As mentioned on the blog last month, this year, we’ve taken on an additional allotment – a mere 40-second walk from our front door. The main aim is a fairly low maintenance productive garden of perennial vegetables, herbs and cut flowers. It’s sheltered, south-facing, and perfectly suited for planting a a range of fruit trees, and we are big fruit-eaters. And so, the deed is done: ten different fruit trees are ordered. They are ready to be collected as bare-root hopefuls this November.

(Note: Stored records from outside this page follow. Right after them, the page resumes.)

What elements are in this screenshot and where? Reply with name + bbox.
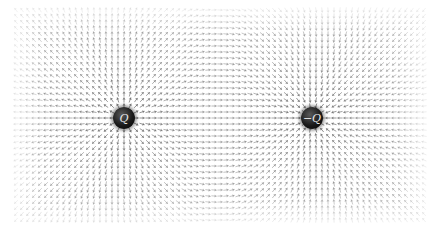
- negative-charge: −Q: [301, 107, 323, 129]
- vector-field: [0, 0, 441, 236]
- charge-label: Q: [119, 113, 128, 124]
- charge-label: −Q: [303, 113, 321, 124]
- positive-charge: Q: [113, 107, 135, 129]
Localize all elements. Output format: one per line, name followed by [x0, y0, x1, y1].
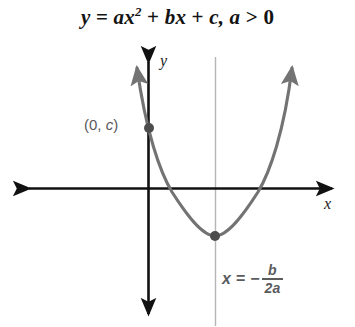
x-axis-label: x [324, 195, 331, 213]
fraction-numerator: b [265, 263, 280, 278]
figure-container: y = ax2 + bx + c, a > 0 [0, 0, 355, 327]
y-axis-label: y [160, 52, 167, 70]
vertex-point [210, 231, 220, 241]
parabola-right-branch [215, 68, 292, 236]
vertex-formula-var: x [222, 270, 231, 288]
parabola-plot [0, 0, 355, 327]
y-intercept-close: ) [113, 116, 118, 133]
vertex-formula-equals: = [236, 270, 245, 288]
fraction-denominator: 2a [262, 280, 284, 295]
vertex-formula-fraction: b 2a [262, 263, 284, 295]
vertex-formula-label: x = − b 2a [222, 263, 283, 295]
vertex-formula-minus: − [250, 270, 259, 288]
y-intercept-point [144, 123, 154, 133]
y-intercept-open: (0, [84, 116, 106, 133]
y-intercept-label: (0, c) [84, 116, 118, 133]
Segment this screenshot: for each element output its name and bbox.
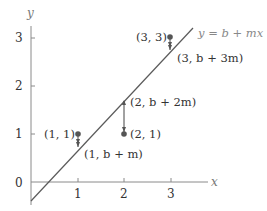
x-tick-label-3: 3 bbox=[167, 187, 175, 201]
point-label-3: (3, 3) bbox=[136, 30, 167, 44]
x-tick-label-2: 2 bbox=[120, 187, 128, 201]
line-point-label-2: (2, b + 2m) bbox=[130, 95, 196, 109]
y-tick-label-2: 2 bbox=[15, 79, 23, 93]
x-axis-label: x bbox=[211, 175, 218, 189]
line-point-label-1: (1, b + m) bbox=[84, 147, 143, 161]
y-tick-label-1: 1 bbox=[15, 127, 23, 141]
y-tick-label-3: 3 bbox=[15, 31, 23, 45]
line-point-label-3: (3, b + 3m) bbox=[177, 51, 243, 65]
data-point-2 bbox=[121, 131, 127, 137]
y-tick-label-0: 0 bbox=[15, 176, 23, 190]
data-point-3 bbox=[167, 34, 173, 40]
data-point-1 bbox=[75, 131, 81, 137]
point-label-2: (2, 1) bbox=[130, 127, 161, 141]
fit-line bbox=[31, 28, 193, 201]
line-equation-label: y = b + mx bbox=[197, 26, 264, 40]
least-squares-figure: y x 3 2 1 0 1 2 3 y = b + mx (1, 1) (1, … bbox=[0, 0, 267, 211]
y-axis-label: y bbox=[26, 6, 34, 20]
x-tick-label-1: 1 bbox=[74, 187, 82, 201]
point-label-1: (1, 1) bbox=[44, 127, 75, 141]
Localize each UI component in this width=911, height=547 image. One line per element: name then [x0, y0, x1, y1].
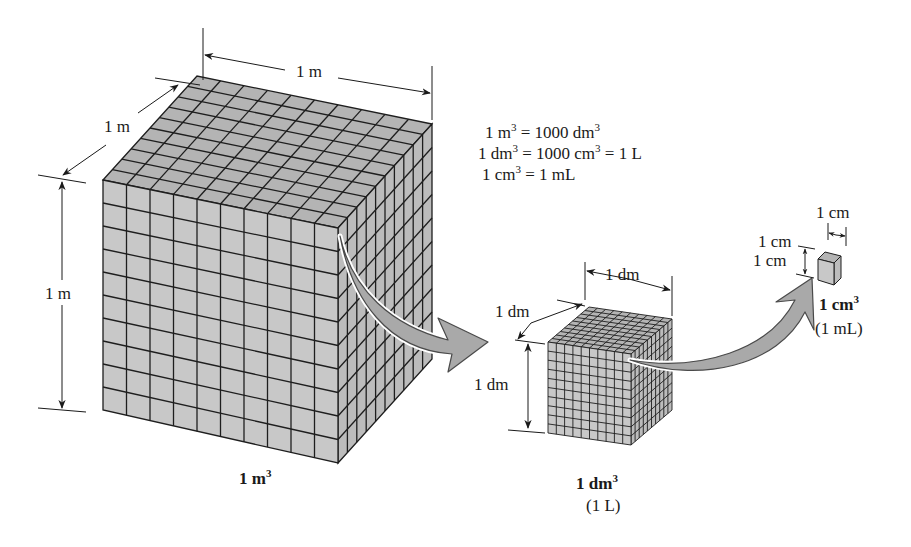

He’s right, of course. We could plant the trees only for us to be turfed off the land and see the trees felled by new owners. We could raise trees we may never get to eat any fruit from.
The old orchard
Just as I prepare to take a gamble on the new plot, I re-discover an old orchard ten minutes walk away just over the river Don, beside the old railway line that ran under the pennines, Barnsley to Glossop. This orchard had always been well-tended. We’d see an old chap pottering among the trees many years ago. But now it has been left, seemingly abandoned. It’s a riot of beautiful neglect and bounty: beehives lie empty, trees are collapsing under the sheer weight of their forgotten fruit. I wandered through it this week, scrumping and gorging – firm sharp apples, crisp sweet ones too, and tender, fragrant pears.
This place is a wild mystery. What does the future hold for this tranquil testament to abundance?
With the two things happening in the same week, I couldn’t help but find some meaning in it. Everything we plant, especially long-lived trees and shrubs, eventually slips from our hands and into a next chapter, perhaps left to wilderness, or the next custodian of that land. The trees endure, even though the gardener is gone. They provide shelter, food, and a vast diversity of fruit for any wanderer or wildlife who happens upon them.
I set out the canes, preparing to plant ten trees despite Chris’s warning. I felt a strange connection to the man the planted and tended the orchard across the river. Did he ever imagine how the tree’s stories may continue, beyond his time tending them? Will my new trees also live to such a ripe old age and drop limbs under the weight of their fruit? I’m reminded of the saying – If you try, you risk failure; if you don’t, you ensure it.
Owen Hayman
Owen joined the Bestall & Co planting and aftercare team in spring 2019. He is an RHS qualified horticulturist, holding a full Level 3 Diploma in Horticulture, and recently came in the top 3 at the Northern Regional Final of The Young Horticulturist of the Year 2019. After first doing a foundation diploma in Fine Art, he went on to gain a degree and masters in Plant and Soil Science from the University of Sheffield in 2014. Owen worked as a researcher on various field research projects in Alaska, Panama and Borneo. When not away in the field, he became obsessed with visiting gardens and nurseries across the British Isles and the Netherlands, developing his own garden, and then taking on a walled allotment garden as a personal project. He realised his true passion was in horticulture, and so moved away from academia and into the world of specialist plant nurseries and professional gardening.
Owen is now studying the Wisley Diploma, but continues to write articles for us on a monthly basis, and we're delighted to maintain contact with such a passionate and knowledgable plantsman.